Today is the last day of lobster season for this district. Boats are picking up their traps and returning to the mainland. It's a challenging enterprise, bringing in a mass of heavy traps stacked high and filling the deck of the boat. A calmer day would make the effort easier, but there it is. Maybe they will hoist their stern sails, catch a tail wind, and save a bit of diesel on the run home.
In the garden I have almost finished amending the soil in the raised beds. I forked it over a few times until the tines of the fork sank down like butter, then added my half-baked compost and let it sit on top. Before I plant I'll work that compost in. There's not much dirt in this part of Nova Scotia. Rocks, yes. Moss, yes. Swampy boggy cold wet stuff lying just beneath the surface even in places where the ground looks firm enough, definitely yes.
But our vegetable garden sits where the early island settlers had theirs, I think. They did the hard work. And so the soil is good to begin with, though it was compacted when we first began. Now I'm building on the cumulative effort of the past hundred and fifty years, adding another layer.
2 comments:
Like you - every inch of soil added to a raised bed is hard to come by and is the result of buying bags of garden soil, bales of peat moss and adding my small amount of rich compost and leaves that are like gold. I'm constantly amazed by folks who put out to the kerb their green mulch and cutings and clippings - some I know even drive their good stuff to the city composting centre - they are depleting their home turf with every green cart they give to the garbage collector!
You're so right, Janet. I've never raked leaves or grass clippings, except when helping friends who insist on it over my pleadings to the contrary. It amazes me that this obvious principle eludes the grasp of so many people. Leave your leaves and clippngs to decompose in place; your land will love you for it.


--- Exercise ---
Should an entry contain an image, omit it and repeat the rest exactly.

--- Supplied information ---
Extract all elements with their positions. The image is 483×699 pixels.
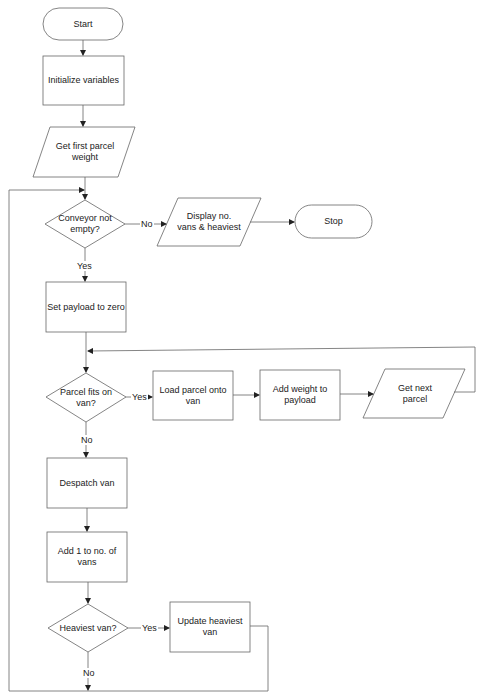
- parcel-fits-decision: Parcel fits on van?: [58, 384, 114, 412]
- conveyor-not-empty-decision: Conveyor not empty?: [55, 210, 115, 238]
- add-weight-step: Add weight to payload: [266, 370, 334, 420]
- edge-label-heaviest-no: No: [82, 668, 96, 678]
- edge-label-conveyor-yes: Yes: [76, 261, 93, 271]
- stop-terminal: Stop: [295, 205, 372, 238]
- load-parcel-step: Load parcel onto van: [153, 371, 233, 420]
- edge-label-fits-no: No: [80, 435, 94, 445]
- initialize-variables-step: Initialize variables: [43, 56, 124, 105]
- update-heaviest-step: Update heaviest van: [170, 602, 250, 652]
- despatch-van-step: Despatch van: [47, 458, 127, 508]
- get-first-parcel-input: Get first parcel weight: [52, 127, 118, 177]
- get-next-parcel-input: Get next parcel: [390, 369, 440, 418]
- heaviest-van-decision: Heaviest van?: [52, 618, 124, 638]
- edge-label-heaviest-yes: Yes: [141, 623, 158, 633]
- edge-label-conveyor-no: No: [140, 219, 154, 229]
- start-terminal: Start: [43, 8, 123, 40]
- set-payload-step: Set payload to zero: [46, 282, 126, 332]
- edge-label-fits-yes: Yes: [131, 392, 148, 402]
- display-results-output: Display no. vans & heaviest: [176, 198, 242, 246]
- add-one-vans-step: Add 1 to no. of vans: [47, 532, 127, 582]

--- Exercise response ---
Extract all elements with their positions. The image is 483×699 pixels.
- parcel-fits-decision: Parcel fits on van?: [58, 384, 114, 412]
- conveyor-not-empty-decision: Conveyor not empty?: [55, 210, 115, 238]
- add-weight-step: Add weight to payload: [266, 370, 334, 420]
- edge-label-heaviest-no: No: [82, 668, 96, 678]
- edge-label-conveyor-yes: Yes: [76, 261, 93, 271]
- stop-terminal: Stop: [295, 205, 372, 238]
- load-parcel-step: Load parcel onto van: [153, 371, 233, 420]
- edge-label-fits-no: No: [80, 435, 94, 445]
- initialize-variables-step: Initialize variables: [43, 56, 124, 105]
- update-heaviest-step: Update heaviest van: [170, 602, 250, 652]
- despatch-van-step: Despatch van: [47, 458, 127, 508]
- get-first-parcel-input: Get first parcel weight: [52, 127, 118, 177]
- get-next-parcel-input: Get next parcel: [390, 369, 440, 418]
- heaviest-van-decision: Heaviest van?: [52, 618, 124, 638]
- edge-label-heaviest-yes: Yes: [141, 623, 158, 633]
- edge-label-conveyor-no: No: [140, 219, 154, 229]
- start-terminal: Start: [43, 8, 123, 40]
- set-payload-step: Set payload to zero: [46, 282, 126, 332]
- edge-label-fits-yes: Yes: [131, 392, 148, 402]
- display-results-output: Display no. vans & heaviest: [176, 198, 242, 246]
- add-one-vans-step: Add 1 to no. of vans: [47, 532, 127, 582]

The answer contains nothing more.